Both positive and negative cases.
The float cases are tricky because of the permitted runtime behaviours for inf and nan. But for const-evaluation, inf and nan must be rejected.
I've updated the #WGSL to use WGSL-specific syntax highlighting. Previously we were faking it with Rust highlighting, which was a decent approximation.
One tell-tale sign: in the code samples 'var' is now red like other keywords.
Backstory: I added WGSL syntax highlighting rules to Pygments 2.15, and that rolled into Bikeshed at the end of April.
If you have ever struggled when starting to learn shaders, give #wgsl a try.
It is not as industry standard as GLSL or HLSL, but the modern rust-style syntax makes it easy to learn and you will be applying the same math and techniques that you can then take back to the classic languages.
Combine it with Rust+wgpu+winit for a good introduction to rendering.
Was putting in the work with Typescript today. Some things still baffle me.
Waiting for the review, figure I'll learn something from it.
PR adds conformance tests for bitcast from f32. Annoying because of #wgsl permitted behaviours for non normal numbers.
Speaking of recursive noise, I wish #wgsl supported tail recursive functions. But I suppose a shading language is not meant to be too complicated to implement.
Vous pourrez parler pendant des heures : #Mastodon ne vaut pas #Twitter avec #TweetDeck et il en est TRÈS TRÈS LOIN.
Exemple : je viens de créer un deck spécial avec des colonnes de recherches en lien avec #WebGPU et #WGSL : ça pête des résultats excellents et très intéressants pour produire des supports de QUALITÉ dans mon MediaWiki.
#mastodon #Twitter #tweetdeck #webgpu #WGSL #cqfd
Now that WebGPU is out, I’m thinking about forking my live coding system Facet to do its computation in WGSL. I’m assuming it would be able to generate and modify Float32Arrays way faster than on the GPU than in the CPU in Node, where it’s currently running the computations.

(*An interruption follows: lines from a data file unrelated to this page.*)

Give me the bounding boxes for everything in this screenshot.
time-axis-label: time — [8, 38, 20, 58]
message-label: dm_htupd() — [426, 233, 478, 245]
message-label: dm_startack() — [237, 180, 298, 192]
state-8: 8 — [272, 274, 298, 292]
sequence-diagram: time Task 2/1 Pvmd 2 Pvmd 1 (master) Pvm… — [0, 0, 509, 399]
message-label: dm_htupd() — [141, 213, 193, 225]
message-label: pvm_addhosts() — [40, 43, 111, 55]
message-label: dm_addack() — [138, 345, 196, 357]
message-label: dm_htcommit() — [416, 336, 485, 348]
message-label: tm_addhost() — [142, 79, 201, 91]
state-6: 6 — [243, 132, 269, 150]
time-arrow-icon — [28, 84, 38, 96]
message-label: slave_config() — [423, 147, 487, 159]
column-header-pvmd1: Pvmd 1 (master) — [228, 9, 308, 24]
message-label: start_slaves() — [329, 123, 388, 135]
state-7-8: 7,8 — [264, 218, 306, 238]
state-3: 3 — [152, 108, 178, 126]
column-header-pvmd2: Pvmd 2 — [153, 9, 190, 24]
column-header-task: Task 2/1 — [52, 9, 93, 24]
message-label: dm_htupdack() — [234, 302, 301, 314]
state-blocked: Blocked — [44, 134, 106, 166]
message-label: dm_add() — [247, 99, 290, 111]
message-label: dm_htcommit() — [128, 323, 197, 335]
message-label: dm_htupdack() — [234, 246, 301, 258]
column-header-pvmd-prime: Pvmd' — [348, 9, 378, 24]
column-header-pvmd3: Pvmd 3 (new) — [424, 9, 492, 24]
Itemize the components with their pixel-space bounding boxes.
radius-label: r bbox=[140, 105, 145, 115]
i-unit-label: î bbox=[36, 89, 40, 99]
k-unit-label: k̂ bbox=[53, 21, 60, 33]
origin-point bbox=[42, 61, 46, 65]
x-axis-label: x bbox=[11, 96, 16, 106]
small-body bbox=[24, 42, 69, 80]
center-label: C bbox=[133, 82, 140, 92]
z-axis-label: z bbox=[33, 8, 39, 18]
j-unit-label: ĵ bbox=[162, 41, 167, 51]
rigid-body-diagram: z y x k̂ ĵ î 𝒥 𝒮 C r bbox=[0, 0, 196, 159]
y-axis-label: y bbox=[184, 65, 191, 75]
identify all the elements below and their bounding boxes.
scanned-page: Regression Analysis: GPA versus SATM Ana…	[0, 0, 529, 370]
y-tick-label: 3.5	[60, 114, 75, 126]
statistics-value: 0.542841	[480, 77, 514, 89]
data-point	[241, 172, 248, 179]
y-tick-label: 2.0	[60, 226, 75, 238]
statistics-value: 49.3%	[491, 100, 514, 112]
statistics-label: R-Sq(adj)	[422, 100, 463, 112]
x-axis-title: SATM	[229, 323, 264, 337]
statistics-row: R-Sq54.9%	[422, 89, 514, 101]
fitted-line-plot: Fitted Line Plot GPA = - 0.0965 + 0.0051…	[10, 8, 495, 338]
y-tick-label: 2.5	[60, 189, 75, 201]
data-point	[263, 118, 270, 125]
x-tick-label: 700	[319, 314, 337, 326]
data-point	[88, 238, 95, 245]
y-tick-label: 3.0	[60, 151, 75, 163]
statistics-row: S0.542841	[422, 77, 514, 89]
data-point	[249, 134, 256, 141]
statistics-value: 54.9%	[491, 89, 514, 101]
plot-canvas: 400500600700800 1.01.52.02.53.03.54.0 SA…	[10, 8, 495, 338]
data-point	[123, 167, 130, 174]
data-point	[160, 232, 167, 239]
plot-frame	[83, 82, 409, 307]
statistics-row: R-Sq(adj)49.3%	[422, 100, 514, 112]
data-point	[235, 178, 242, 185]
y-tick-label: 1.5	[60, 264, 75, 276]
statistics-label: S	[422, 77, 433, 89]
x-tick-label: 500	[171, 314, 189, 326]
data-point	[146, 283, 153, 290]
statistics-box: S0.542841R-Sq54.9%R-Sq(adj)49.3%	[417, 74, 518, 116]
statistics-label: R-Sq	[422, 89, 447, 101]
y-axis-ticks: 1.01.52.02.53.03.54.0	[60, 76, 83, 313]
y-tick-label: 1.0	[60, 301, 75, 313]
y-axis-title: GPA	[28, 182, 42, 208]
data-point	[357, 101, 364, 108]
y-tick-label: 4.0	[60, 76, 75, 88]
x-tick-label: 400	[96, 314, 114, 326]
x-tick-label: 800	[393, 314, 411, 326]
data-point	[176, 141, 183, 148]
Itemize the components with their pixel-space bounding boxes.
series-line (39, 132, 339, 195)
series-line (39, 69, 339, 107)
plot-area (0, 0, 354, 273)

I know it’s a pretty new development in the web tech space, but curious if anyone might had used WGSL for generating 1D Float32Arrays might have any advice for a noob like me that has never worked with shaders.
A word of caution. The #WGSL spec is structured and written to primarily be precise and concise.

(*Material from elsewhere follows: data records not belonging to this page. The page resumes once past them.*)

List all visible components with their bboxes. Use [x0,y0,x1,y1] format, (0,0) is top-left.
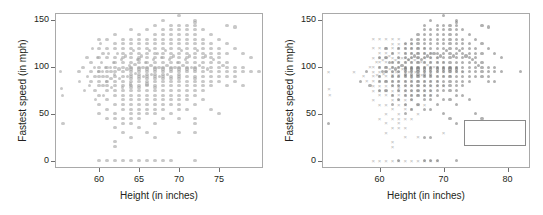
data-point-female: × [383,102,389,108]
data-point-male [461,28,464,31]
data-point-all [153,108,156,111]
data-point-all [153,56,156,59]
data-point-all [241,52,244,55]
data-point-all [89,80,92,83]
data-point-male [436,33,439,36]
data-point-all [113,159,116,162]
data-point-female: × [370,97,376,103]
data-point-all [209,47,212,50]
data-point-all [225,42,228,45]
data-point-all [153,94,156,97]
data-point-male [429,108,432,111]
data-point-all [145,89,148,92]
data-point-male [436,159,439,162]
y-tick-mark [318,161,322,162]
data-point-male [468,61,471,64]
data-point-all [209,33,212,36]
data-point-male [442,80,445,83]
data-point-all [81,66,84,69]
data-point-all [169,42,172,45]
data-point-all [165,64,168,67]
data-point-all [217,80,220,83]
data-point-all [164,49,167,52]
data-point-male [455,61,458,64]
data-point-all [161,98,164,101]
data-point-male [404,75,407,78]
data-point-all [145,98,148,101]
data-point-all [185,108,188,111]
data-point-male [468,47,471,50]
x-tick-label: 80 [499,174,517,184]
data-point-male [455,159,458,162]
data-point-all [233,66,236,69]
data-point-all [105,56,108,59]
data-point-all [209,108,212,111]
data-point-male [480,70,483,73]
data-point-male [410,94,413,97]
data-point-all [225,66,228,69]
data-point-all [113,94,116,97]
data-point-all [121,98,124,101]
data-point-all [97,80,100,83]
data-point-male [327,122,330,125]
data-point-male [442,14,445,17]
data-point-male [480,66,483,69]
data-point-all [217,38,220,41]
data-point-all [249,56,252,59]
data-point-male [442,98,445,101]
data-point-all [94,98,97,101]
data-point-all [233,47,236,50]
data-point-male [410,108,413,111]
data-point-male [416,103,419,106]
data-point-all [121,70,124,73]
data-point-male [455,42,458,45]
x-axis-label-left: Height (in inches) [55,190,263,201]
data-point-male [455,24,458,27]
data-point-male [474,38,477,41]
data-point-all [113,47,116,50]
data-point-all [113,112,116,115]
data-point-female: × [370,36,376,42]
data-point-all [113,89,116,92]
data-point-all [177,38,180,41]
data-point-all [141,66,144,69]
data-point-female: × [402,134,408,140]
data-point-all [121,108,124,111]
data-point-male [391,103,394,106]
data-point-all [241,66,244,69]
data-point-all [161,80,164,83]
data-point-male [480,61,483,64]
data-point-all [97,66,100,69]
data-point-all [233,75,236,78]
data-point-female: × [402,116,408,122]
data-point-all [177,80,180,83]
data-point-all [109,66,112,69]
data-point-male [391,61,394,64]
data-point-male [442,89,445,92]
data-point-all [153,122,156,125]
data-point-all [97,84,100,87]
data-point-all [117,67,120,70]
data-point-all [116,52,119,55]
data-point-male [455,56,458,59]
data-point-all [97,56,100,59]
data-point-male [391,80,394,83]
data-point-male [436,80,439,83]
data-point-all [185,84,188,87]
data-point-female: × [409,158,415,164]
data-point-male [429,28,432,31]
data-point-all [169,103,172,106]
data-point-all [113,61,116,64]
x-axis-label-right: Height (in inches) [322,190,530,201]
data-point-all [201,42,204,45]
data-point-male [404,80,407,83]
data-point-all [161,108,164,111]
data-point-male [429,98,432,101]
data-point-all [153,112,156,115]
data-point-all [97,38,100,41]
data-point-female: × [370,88,376,94]
data-point-all [85,56,88,59]
data-point-all [99,42,102,45]
data-point-all [145,159,148,162]
data-point-male [410,38,413,41]
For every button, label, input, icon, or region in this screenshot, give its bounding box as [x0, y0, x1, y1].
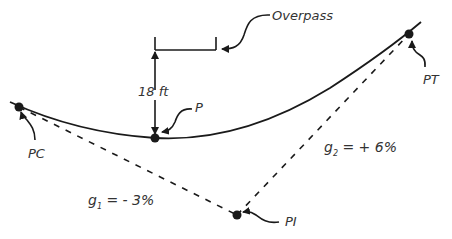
label-pi: PI — [285, 214, 297, 229]
pi-leader-arrow — [243, 212, 279, 223]
label-p: P — [195, 100, 203, 115]
overpass-leader-arrow — [222, 15, 270, 49]
pt-leader-arrow — [412, 41, 425, 67]
label-pt: PT — [423, 72, 440, 87]
svg-text:g1 = - 3%: g1 = - 3% — [88, 192, 154, 211]
tangent-line-g2 — [237, 34, 409, 215]
grade-label-g1: g1 = - 3% — [88, 192, 154, 211]
point-pt-dot — [405, 30, 414, 39]
overpass-structure — [155, 37, 216, 50]
vertical-curve-diagram: 18 ft Overpass P PC PI PT g1 = - 3% g2 =… — [0, 0, 452, 239]
p-leader-arrow — [162, 109, 192, 132]
point-p-dot — [151, 134, 160, 143]
clearance-label: 18 ft — [138, 84, 169, 99]
point-pc-dot — [15, 103, 24, 112]
svg-text:g2 = + 6%: g2 = + 6% — [324, 139, 397, 158]
point-pi-dot — [233, 211, 242, 220]
pc-leader-arrow — [21, 112, 35, 140]
grade-label-g2: g2 = + 6% — [324, 139, 397, 158]
label-pc: PC — [28, 146, 46, 161]
label-overpass: Overpass — [272, 8, 333, 23]
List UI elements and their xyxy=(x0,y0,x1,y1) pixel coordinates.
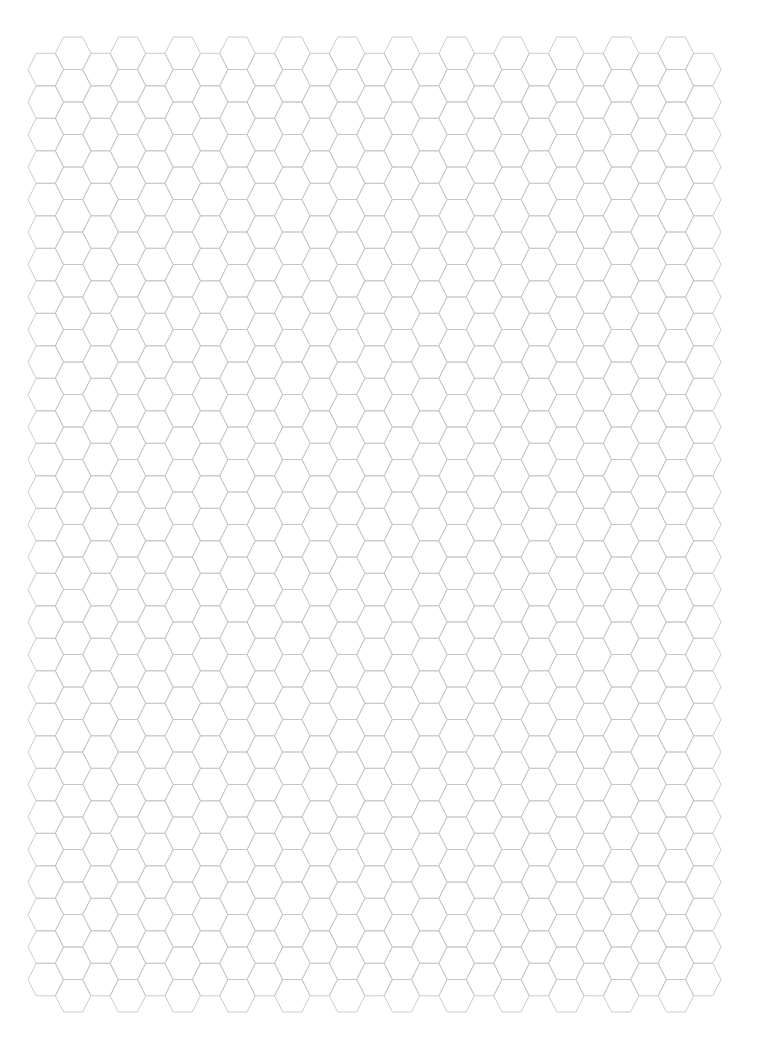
hex-cell xyxy=(686,53,721,86)
hex-cell xyxy=(686,443,721,476)
hexagonal-grid xyxy=(0,0,769,1052)
hex-cell xyxy=(686,151,721,184)
hex-cell xyxy=(686,281,721,314)
hex-cell xyxy=(686,508,721,541)
hex-grid-paper xyxy=(0,0,769,1052)
hex-cell xyxy=(686,736,721,769)
hex-cell xyxy=(686,768,721,801)
hex-cell xyxy=(686,638,721,671)
hex-cell xyxy=(686,833,721,866)
hex-cell xyxy=(686,606,721,639)
hex-cell xyxy=(686,86,721,119)
hex-cell xyxy=(686,541,721,574)
hex-cell xyxy=(686,898,721,931)
hex-cell xyxy=(686,411,721,444)
hex-cell xyxy=(686,671,721,704)
hex-cell xyxy=(686,248,721,280)
hex-cell xyxy=(686,346,721,379)
hex-cell xyxy=(686,183,721,216)
hex-cell xyxy=(686,313,721,346)
hex-cell xyxy=(686,476,721,509)
hex-cell xyxy=(686,866,721,899)
hex-cell xyxy=(686,216,721,249)
hex-cell xyxy=(686,963,721,996)
hex-cell xyxy=(686,931,721,964)
hex-cell xyxy=(686,703,721,736)
hex-cell xyxy=(686,378,721,411)
hex-cell xyxy=(686,573,721,606)
hex-cell xyxy=(686,801,721,834)
hex-cell xyxy=(686,118,721,151)
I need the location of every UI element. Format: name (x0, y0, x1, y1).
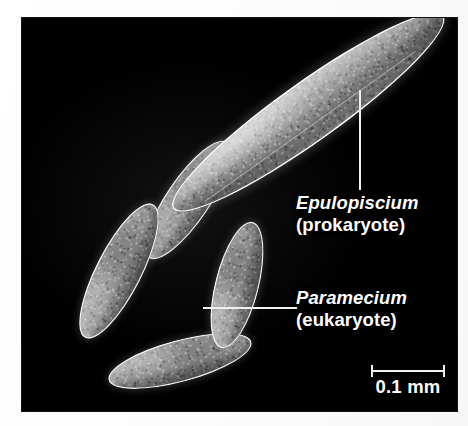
label-epulopiscium-domain: (prokaryote) (296, 215, 419, 234)
scale-bar-label: 0.1 mm (371, 376, 445, 398)
leader-line-epulopiscium (359, 90, 361, 190)
label-paramecium-genus: Paramecium (296, 288, 407, 307)
scale-bar: 0.1 mm (371, 370, 445, 398)
paramecium-cell-labelled (200, 217, 274, 354)
label-epulopiscium-genus: Epulopiscium (296, 193, 419, 212)
label-paramecium: Paramecium (eukaryote) (296, 288, 407, 330)
micrograph-plate: Epulopiscium (prokaryote) Paramecium (eu… (22, 18, 457, 411)
label-paramecium-domain: (eukaryote) (296, 310, 407, 329)
leader-line-paramecium (203, 307, 297, 309)
figure-panel: Epulopiscium (prokaryote) Paramecium (eu… (0, 0, 468, 426)
scale-bar-line (371, 370, 445, 372)
paramecium-cell (64, 194, 173, 349)
label-epulopiscium: Epulopiscium (prokaryote) (296, 193, 419, 235)
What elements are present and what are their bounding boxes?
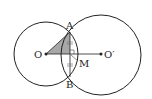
label-B: B bbox=[66, 79, 73, 90]
point-O-dot bbox=[45, 53, 48, 56]
intersecting-circles-diagram: O O′ A B M bbox=[0, 0, 152, 99]
label-M: M bbox=[79, 58, 89, 69]
label-A: A bbox=[65, 20, 74, 31]
right-angle-marker bbox=[70, 50, 74, 54]
label-O-prime: O′ bbox=[104, 49, 115, 60]
M-leader-line bbox=[71, 55, 78, 61]
point-O-prime-dot bbox=[100, 53, 103, 56]
label-O: O bbox=[34, 49, 42, 60]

It can be obtuse and dense. It's the legalese meant for implementors and developers on both sides of the API contract.
It is *not* meant as a tutorial, and it doesn't put the language in full context. Other folks will write those, and the best will take hold in the collective mindshare.
@mcc
Depending on your use case, consider using the SPIR-V to #WGSL conversions in Tint and Naga, the Google and Mozilla WGSL compilers.
Highly useful but not officially production state.
Meant if you still want to stay with your original Shader authoring flow to SPIR-V
Unity is using Tint, and have been gracious enough to publish samples for testing.
#WGSL syntax highlighting will be coming to VS Code soon.
I landed the support in monaco-editor a few days ago, and it's now in the 0.37.0 release.
Woohoo!
As it turns out, I didn't need yarn2. Yarn1 (classic yarn?) Was just fine.
This is for #WGSL syntax highlighting in Monaco, the VSCode editor.
Took a while, but after staring hard at the sample sites I was able to piece together a workable flow. Then fought a few things that Monaco-editor does differently from the others. Had two puzzling bugs on my part, and found what I think is a Monaco bug. (Unicode patterns don't work?!)
By end of day I was mostly there.
I made a pygments lexer for #wgsl
It was way easier than I expected.
Hopefully this will let us get *good* syntax highlighting for WGSL. (As opposed to kind of faking it by pretending it's rust or groovy)
The work resulted in bugfixes to WebGPU and the memory model tests in the WebGPU conformance test suite.
We also would like to unify almost all attribute parsing so it's one regular rule where all parameters are expressions. Similar goal: regularized parsing and independent analysis.